This past weekend I did an overnight men's retreat with my church, All Saints, with the blessing and encouragement from my super-human wife to go even with a three-week-old at home. And even still when she woke up Friday morning with emergency tooth-pain that required fixing a cracked filling that morning and scheduling a root canal for later this week.
I went looking forward to the time with men from my church as we camped out on a farm about forty minutes from Durham. I've been working with college students for twelve years now. Sometimes my wife thinks that fact has stunted my social skills in relating to men my own age.
This semester on campus we're talking a ton about the importance of relationships. We were made for community. When we don't have it (as so many students at UNC do not), we are handicapped in our ability to deal with the most important questions in life: identity (who am I?), spirituality (who is God?) and purpose (what the heck am I doing here?).
All of these questions were meant to be explored in the context of relationships where we are actually known. I've realized over the years that I spend much of my life creating community among 17-22 year olds and yet often have a hard time finding space for it in my own life.
What I was not expecting going into the weekend was to be blown away by the teaching. Our rector, Steve Breedlove, dealt masterfully with the subject of what it means to become fully human--in our specific case, what it means to become fully men.
It is so easy in discussing the issues of gender to fall off to one extreme or the other. The conservative extreme is to fall into stock stereotypes and gender roles so ridiculously specific and overly-defined that it's laughably easy to think of people who are the "exceptions" and so to dismiss their definitions. The liberal extreme is to so focus on the exceptions that they argue that it is impossible to make any statement about gender whatsoever.
Steve handled this exceptionally well. He talked in terms of "a spectrum" and "tendencies." But he was unafraid to offer up real distinctives about each gender. He talked about fallen male-ness and fallen female-ness out of Genesis 3. But he did so with utmost respect for both men and women. He cast vision for redemption and hopefulness that was not watered down in vague "try harder" humanism but rather the fact that life and hope must win in the end because of the empty tomb of Christ.
I came home Saturday night grateful to have spent time with a quality group of men, the caliber of whom I appreciate the more I spend time around them. And I came home freshly encouraged to work, husband, father, and friend more freely and joyfully--with lots more to think about as I continue to figure out what it means to be fully a man.
And I came home deeply grateful for my wife, who blessed me to go--root canal, three kids, and all.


EXERCISE PROMPT:
Your reply should hold every record exactly as given, with no pictures in it.
######
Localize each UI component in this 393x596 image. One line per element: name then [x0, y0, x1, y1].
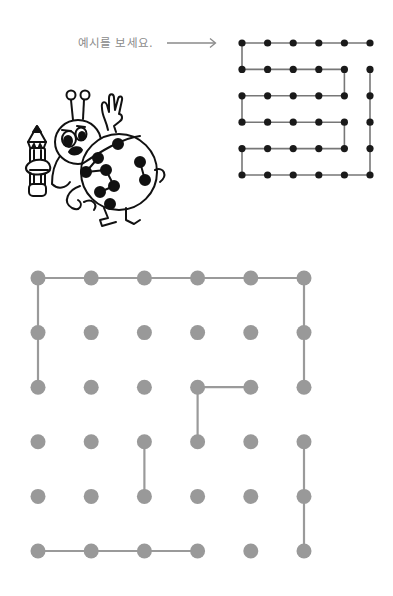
puzzle-dot[interactable]: [137, 489, 152, 504]
puzzle-dot[interactable]: [137, 434, 152, 449]
puzzle-dot[interactable]: [31, 489, 46, 504]
puzzle-dot[interactable]: [190, 325, 205, 340]
puzzle-dot[interactable]: [243, 271, 258, 286]
puzzle-dot[interactable]: [190, 271, 205, 286]
puzzle-dot[interactable]: [31, 325, 46, 340]
puzzle-dot[interactable]: [31, 544, 46, 559]
puzzle-dot[interactable]: [84, 489, 99, 504]
puzzle-dot[interactable]: [31, 380, 46, 395]
puzzle-dot[interactable]: [31, 271, 46, 286]
puzzle-dot[interactable]: [137, 544, 152, 559]
puzzle-dot[interactable]: [297, 271, 312, 286]
puzzle-dot[interactable]: [243, 544, 258, 559]
puzzle-dot[interactable]: [84, 380, 99, 395]
puzzle-dot[interactable]: [243, 325, 258, 340]
puzzle-dot-grid[interactable]: [0, 0, 393, 596]
puzzle-dot[interactable]: [137, 380, 152, 395]
puzzle-dot[interactable]: [84, 434, 99, 449]
puzzle-dot[interactable]: [297, 380, 312, 395]
puzzle-dot[interactable]: [243, 489, 258, 504]
puzzle-dot[interactable]: [31, 434, 46, 449]
puzzle-dot[interactable]: [297, 434, 312, 449]
puzzle-dot[interactable]: [190, 544, 205, 559]
puzzle-dot[interactable]: [137, 325, 152, 340]
puzzle-dot[interactable]: [190, 434, 205, 449]
puzzle-dot[interactable]: [137, 271, 152, 286]
puzzle-dot[interactable]: [297, 489, 312, 504]
puzzle-dot[interactable]: [84, 271, 99, 286]
puzzle-dot[interactable]: [297, 325, 312, 340]
puzzle-dot[interactable]: [243, 434, 258, 449]
puzzle-dot[interactable]: [243, 380, 258, 395]
puzzle-dot[interactable]: [190, 380, 205, 395]
puzzle-dot[interactable]: [190, 489, 205, 504]
puzzle-dot[interactable]: [297, 544, 312, 559]
puzzle-dot[interactable]: [84, 325, 99, 340]
puzzle-dot[interactable]: [84, 544, 99, 559]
######
WRITTEN RESPONSE:
Localize each UI component in this 393x596 image. One line per element: name then [x0, y0, x1, y1].
puzzle-dot[interactable]: [137, 489, 152, 504]
puzzle-dot[interactable]: [137, 434, 152, 449]
puzzle-dot[interactable]: [31, 489, 46, 504]
puzzle-dot[interactable]: [190, 325, 205, 340]
puzzle-dot[interactable]: [243, 271, 258, 286]
puzzle-dot[interactable]: [190, 271, 205, 286]
puzzle-dot[interactable]: [31, 325, 46, 340]
puzzle-dot[interactable]: [31, 544, 46, 559]
puzzle-dot[interactable]: [84, 489, 99, 504]
puzzle-dot[interactable]: [31, 380, 46, 395]
puzzle-dot[interactable]: [31, 271, 46, 286]
puzzle-dot[interactable]: [137, 544, 152, 559]
puzzle-dot[interactable]: [297, 271, 312, 286]
puzzle-dot[interactable]: [243, 544, 258, 559]
puzzle-dot[interactable]: [84, 380, 99, 395]
puzzle-dot[interactable]: [243, 325, 258, 340]
puzzle-dot-grid[interactable]: [0, 0, 393, 596]
puzzle-dot[interactable]: [137, 380, 152, 395]
puzzle-dot[interactable]: [84, 434, 99, 449]
puzzle-dot[interactable]: [297, 380, 312, 395]
puzzle-dot[interactable]: [243, 489, 258, 504]
puzzle-dot[interactable]: [31, 434, 46, 449]
puzzle-dot[interactable]: [297, 434, 312, 449]
puzzle-dot[interactable]: [190, 544, 205, 559]
puzzle-dot[interactable]: [137, 325, 152, 340]
puzzle-dot[interactable]: [190, 434, 205, 449]
puzzle-dot[interactable]: [137, 271, 152, 286]
puzzle-dot[interactable]: [297, 489, 312, 504]
puzzle-dot[interactable]: [84, 271, 99, 286]
puzzle-dot[interactable]: [297, 325, 312, 340]
puzzle-dot[interactable]: [243, 434, 258, 449]
puzzle-dot[interactable]: [243, 380, 258, 395]
puzzle-dot[interactable]: [190, 380, 205, 395]
puzzle-dot[interactable]: [190, 489, 205, 504]
puzzle-dot[interactable]: [297, 544, 312, 559]
puzzle-dot[interactable]: [84, 325, 99, 340]
puzzle-dot[interactable]: [84, 544, 99, 559]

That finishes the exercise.